Los Angeles-based AM and Joey Waronker’s neighborly friendship has turned out a wonderfully analog album, Precious Life, recorded at Waronker’s curated studio occupying an entire floor of his home. Here, Waronker performs drums while engineering and producing, and AM plays all other instruments as well as sings. The goal was to keep Precious Life as organic as possible. The inclusion of a finger-picked six-string banjo on the instrumental “Aqua Velva” and ’70s-steeped “Your Misfortune” adds an acoustic element without overpowering the songs on which it appears.

“I’m into using banjo and ukulele not in the context you would normally hear them,” says AM. “I like to do jazz-tinged chords or melodic lines. On ‘Aqua Velva,’ I doubled the banjo with a Nashville tuned acoustic guitar where the B-string is tuned normally and the rest are tuned an octave above. That gives you this really chime-y, shimmery sound. The banjo is the lead instrument, which sounds exotic in that song rather than country. Those two together had a really nice sound.”

“We were going for something a little darker, so I used a beyerdynamic M 160 ribbon microphone,” says Waronker. “You can EQ ribbon microphones quite aggressively. If the lead guitar is going to be brighter, I can do that dramatically without having it sound harsh. That goes through AMS Neve 1081 then UA 1176. We have the same chain on everything. I was putting a lot of the spring reverb on the banjo, which mellows it out and makes it fit without sounding overly affected or super-processed.”

On “Your Misfortune,” the banjo is tucked in as an accent piece with its percussive side poking out. Says AM: “An acoustic guitar starts that one off.

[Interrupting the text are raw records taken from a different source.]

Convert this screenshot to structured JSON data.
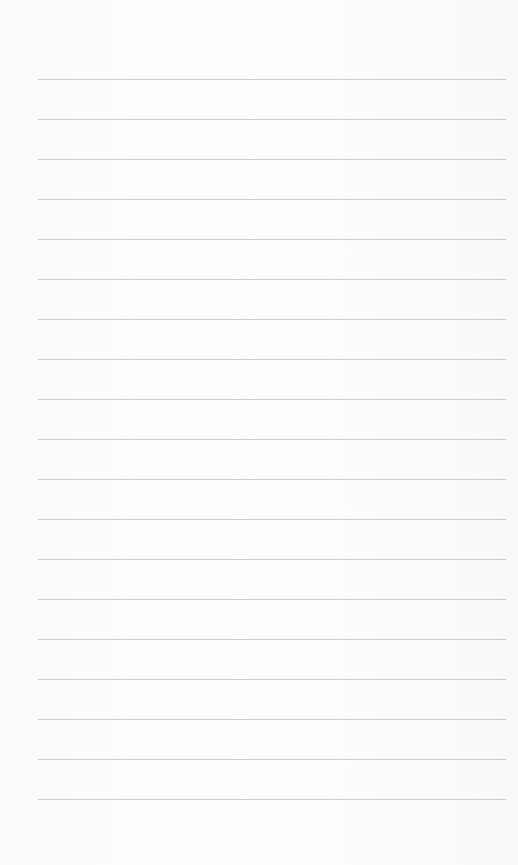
{
  "paper": {
    "type": "lined-paper",
    "line_count": 19,
    "first_line_y": 79,
    "line_spacing": 40,
    "line_color": "#c4c4c4",
    "background_color": "#fdfdfd"
  }
}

The banjo works well with other acoustic instruments. It’s a melodic, sad line with a very minor chord progression that you wouldn’t associate with a banjo.”

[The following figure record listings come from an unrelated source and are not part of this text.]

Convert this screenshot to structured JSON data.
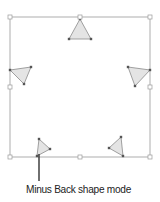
{
  "figure": {
    "caption": "Minus Back shape mode",
    "colors": {
      "bounding_box": "#9a9a9a",
      "triangle_fill": "#e4e4e4",
      "triangle_stroke": "#8a8a8a",
      "anchor": "#555555",
      "pointer": "#333333"
    },
    "bounding_box": {
      "x": 10,
      "y": 17,
      "width": 140,
      "height": 140
    },
    "handles": [
      {
        "x": 10,
        "y": 17
      },
      {
        "x": 80,
        "y": 17
      },
      {
        "x": 150,
        "y": 17
      },
      {
        "x": 10,
        "y": 87
      },
      {
        "x": 150,
        "y": 87
      },
      {
        "x": 10,
        "y": 157
      },
      {
        "x": 80,
        "y": 157
      },
      {
        "x": 150,
        "y": 157
      }
    ],
    "triangles": [
      {
        "name": "top",
        "points": "80,19 69,39 91,39"
      },
      {
        "name": "left",
        "points": "10,70 31,67 24,84"
      },
      {
        "name": "right",
        "points": "128,67 150,70 135,86"
      },
      {
        "name": "bottom-left",
        "points": "39,139 50,149 37,156"
      },
      {
        "name": "bottom-right",
        "points": "121,137 109,148 123,156"
      }
    ],
    "pointer": {
      "x1": 39,
      "y1": 154,
      "x2": 39,
      "y2": 181
    }
  }
}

Waronker adds, “We got the effects of the sound while we recorded. Mixing was about balancing and getting extra sheen rather than any kind of automation or rides. I have an Auditronics console that is heavily modified. It’s gritty but pretty open and touchy sounding. The final mix is a combination of that and in the box with UAD plug-ins like Pultecs, Neve EQs, with Fairchild and 1176 for compression and nothing on the master bus.”